■ What the task requires: Leave out the pictures, and quote exactly the lines running from the one with "The image size is (498, 448)." through the last line of the entries below.

### Extracted data ###

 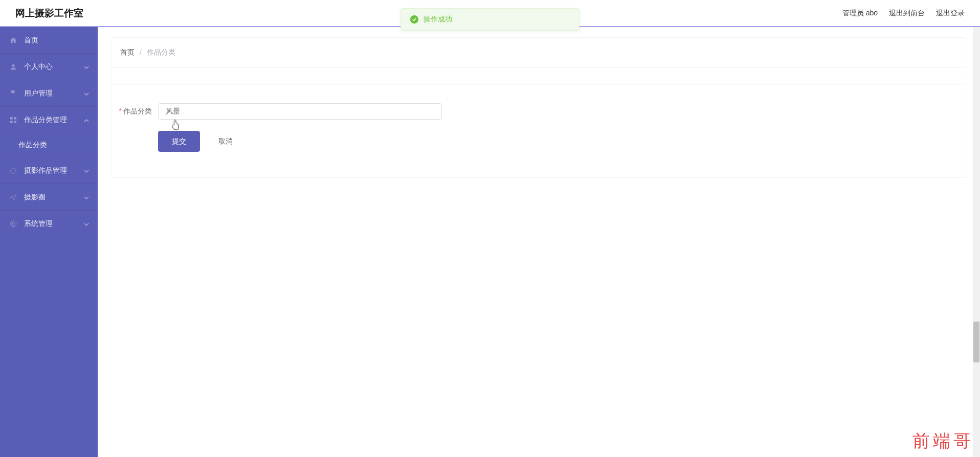 What do you see at coordinates (49, 120) in the screenshot?
I see `sidebar-item-categories: 作品分类管理` at bounding box center [49, 120].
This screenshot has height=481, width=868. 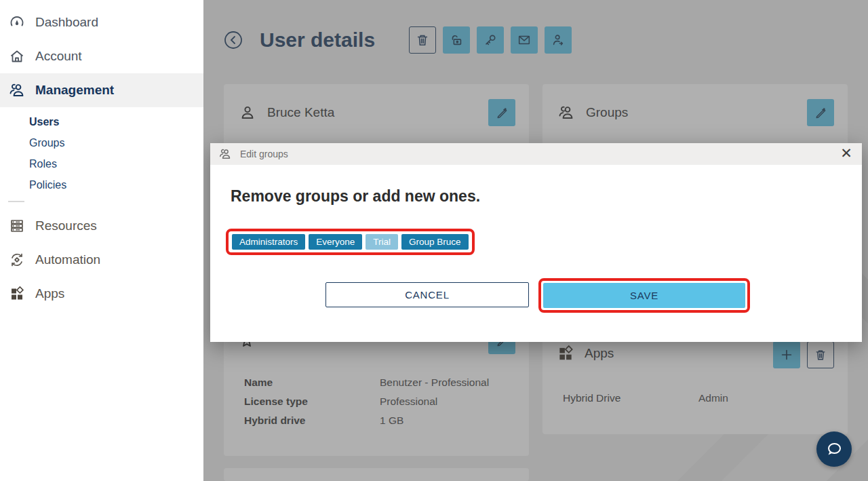 I want to click on chat-widget-button, so click(x=834, y=449).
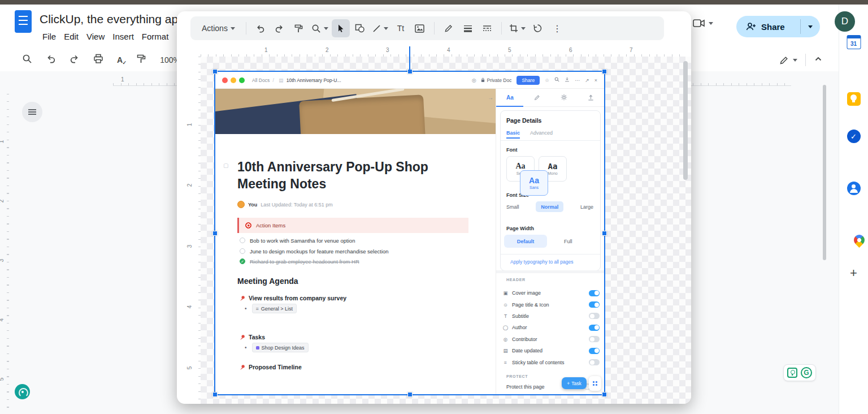 The image size is (868, 414). I want to click on size-small: Small, so click(513, 207).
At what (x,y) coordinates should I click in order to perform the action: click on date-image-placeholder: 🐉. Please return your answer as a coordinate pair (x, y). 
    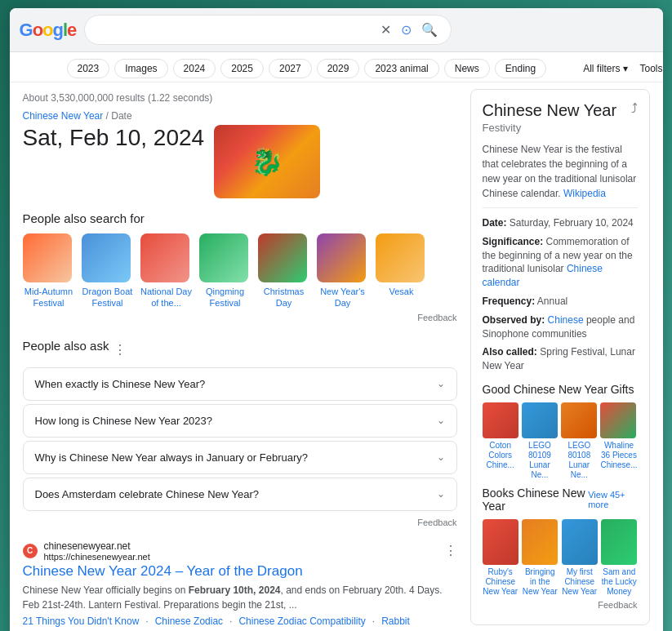
    Looking at the image, I should click on (267, 162).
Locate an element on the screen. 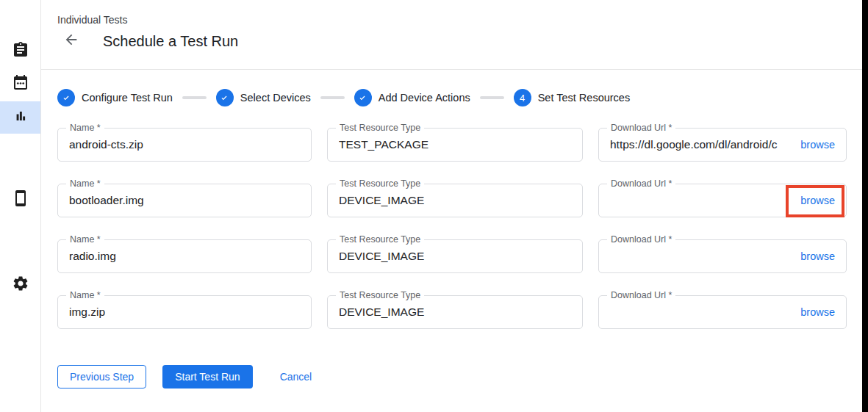 The image size is (868, 412). calendar-icon is located at coordinates (21, 84).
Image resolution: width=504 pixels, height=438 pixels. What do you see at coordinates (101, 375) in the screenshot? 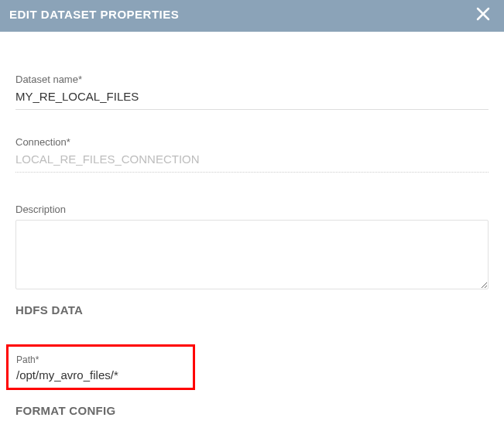
I see `path-value: /opt/my_avro_files/*` at bounding box center [101, 375].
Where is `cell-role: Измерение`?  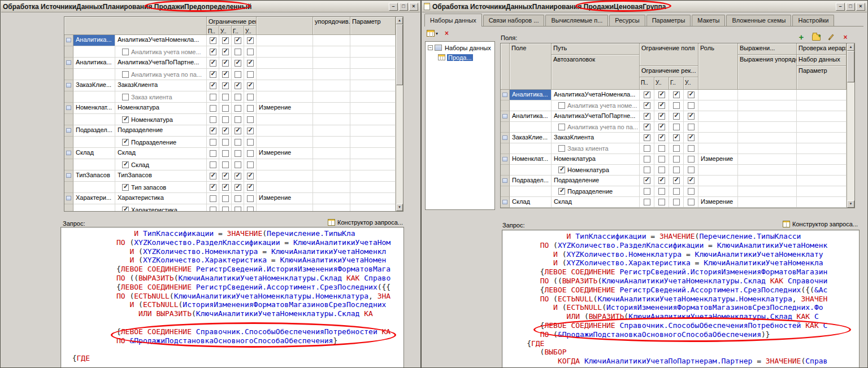 cell-role: Измерение is located at coordinates (285, 154).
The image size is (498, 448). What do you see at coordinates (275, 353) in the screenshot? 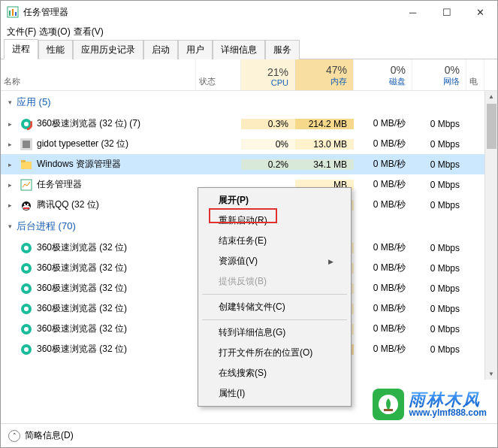
I see `ctx-openloc: 打开文件所在的位置(O)` at bounding box center [275, 353].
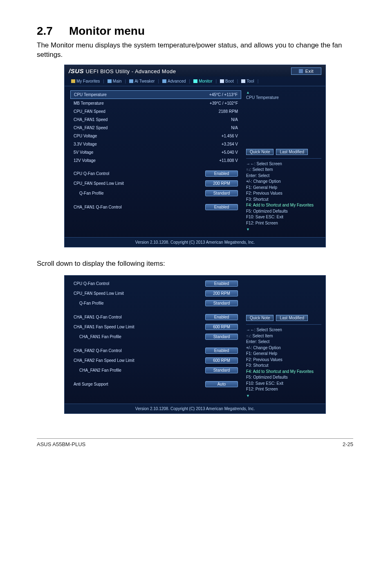 This screenshot has width=390, height=588. What do you see at coordinates (98, 351) in the screenshot?
I see `control-label: CHA_FAN2 Q-Fan Control` at bounding box center [98, 351].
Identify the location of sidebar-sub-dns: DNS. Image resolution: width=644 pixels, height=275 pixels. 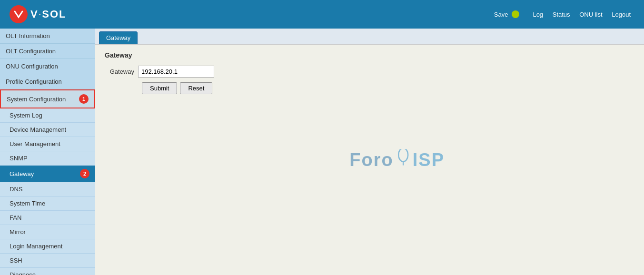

###

■ Completed task:
The image size is (498, 448). What do you see at coordinates (275, 353) in the screenshot? 
I see `ctx-openloc: 打开文件所在的位置(O)` at bounding box center [275, 353].
 This screenshot has width=390, height=588. What do you see at coordinates (98, 351) in the screenshot?
I see `control-label: CHA_FAN2 Q-Fan Control` at bounding box center [98, 351].
Identify the location of sidebar-sub-dns: DNS. Image resolution: width=644 pixels, height=275 pixels. 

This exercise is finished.